Zero trust is a model and philosophy meant to reduce security risk across the enterprise by eliminating the concept of implicit trust and instead enforcing least-privilege access based on continuously monitored identity-based authentication and authorization. It encompasses not just secure access but also monitoring of cyberthreats to the organization, data governance and compliance requirements, and maintenance of the network environment.
Zero trust and SASE have overlapping principles. Implementing a SASE solution can be one step in an organization’s journey to a complete zero trust security architecture.
How can HPE help with achieving a zero trust architecture?
Project Aurora is HPE’s edge-to-cloud zero trust security architecture to help protect customers from some of today’s most sophisticated malware attacks. Building on HPE’s silicon root of trust, Project Aurora measures everything before it is enabled or released for execution and continuously repeats this measurement during runtime.
Rather than being a point solution, Project Aurora addresses end-to-end security for edge-to-cloud deployments, with new embedded and integrated security solutions starting at the silicon level. It incorporates designed-in security technologies with automated verification and attestation to establish a defense-in-depth approach that begins at the lowest foundational layer—the silicon.

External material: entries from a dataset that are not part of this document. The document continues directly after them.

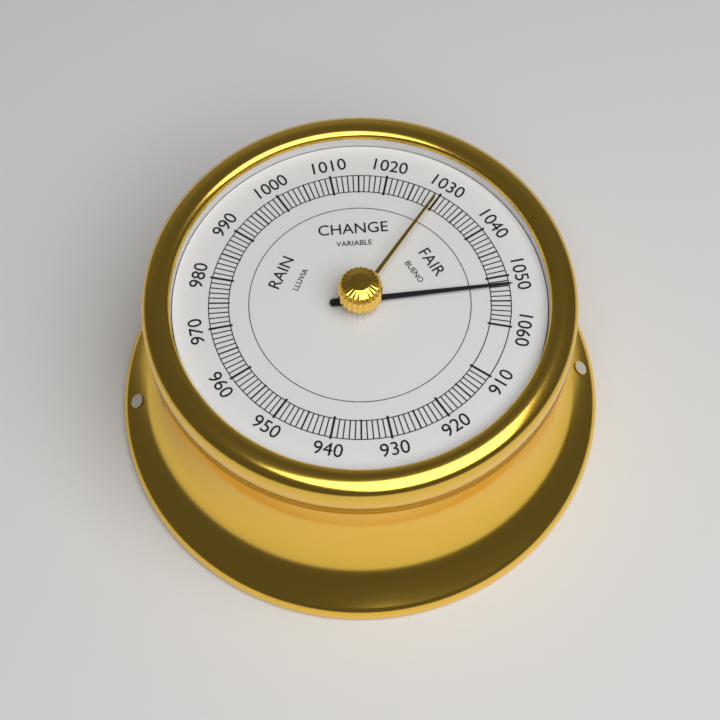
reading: 1052 (no unit)
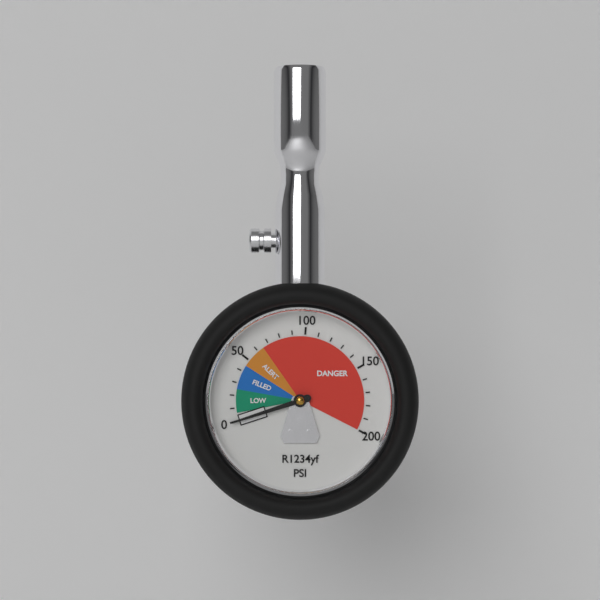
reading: 0 psi
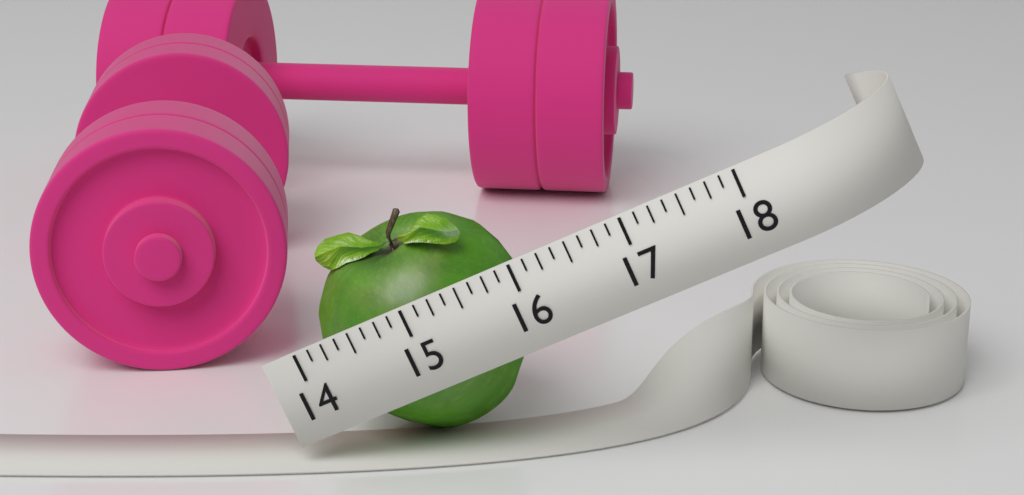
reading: 15.875 (no unit)
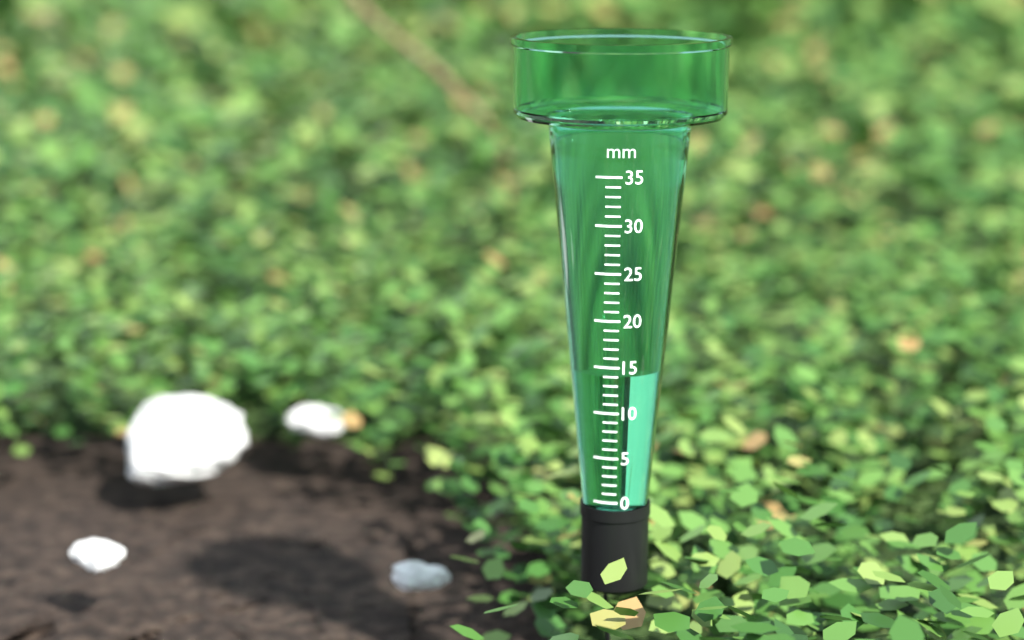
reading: 14 mm
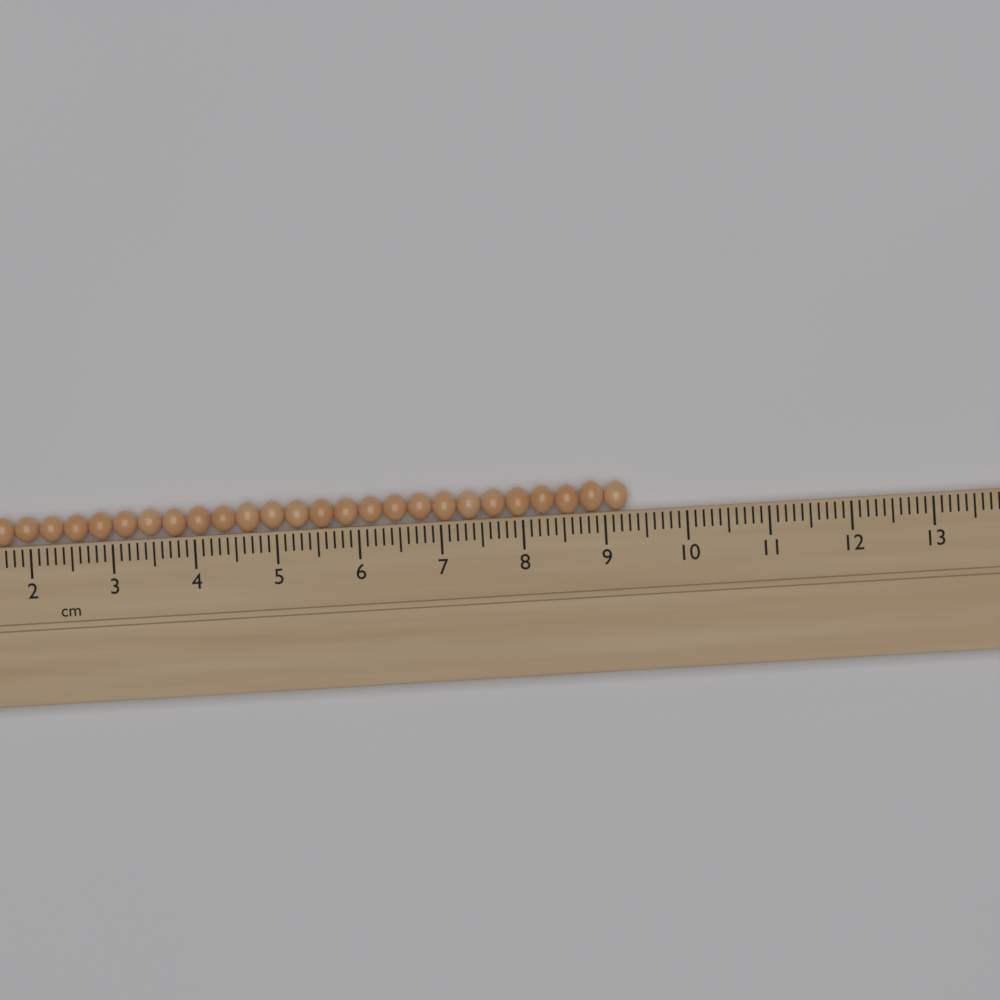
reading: 9.3 cm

By embedding security across a secure chain of trust from the silicon to the workload, Project Aurora will make it possible for organizations to place greater assurance in their distributed software systems, allowing for more agility and flexibility to bring cost-effective and differentiating solutions to market.
Project Aurora will lay the foundation for delivering more zero trust services across HPE GreenLake and other HPE offerings. Initially, it will be embedded within HPE GreenLake Lighthouse to automatically and continuously verify the integrity of the hardware, firmware, operating systems, platforms, and workloads, including workloads from security vendors. This can help minimize the loss and unauthorized encryption (and corruption) of valuable enterprise data and intellectual property.
In the future, Project Aurora will be embedded within HPE GreenLake cloud services to provide a platform-agnostic way to define, create, and deploy a zero trust architecture distributed from edge to cloud.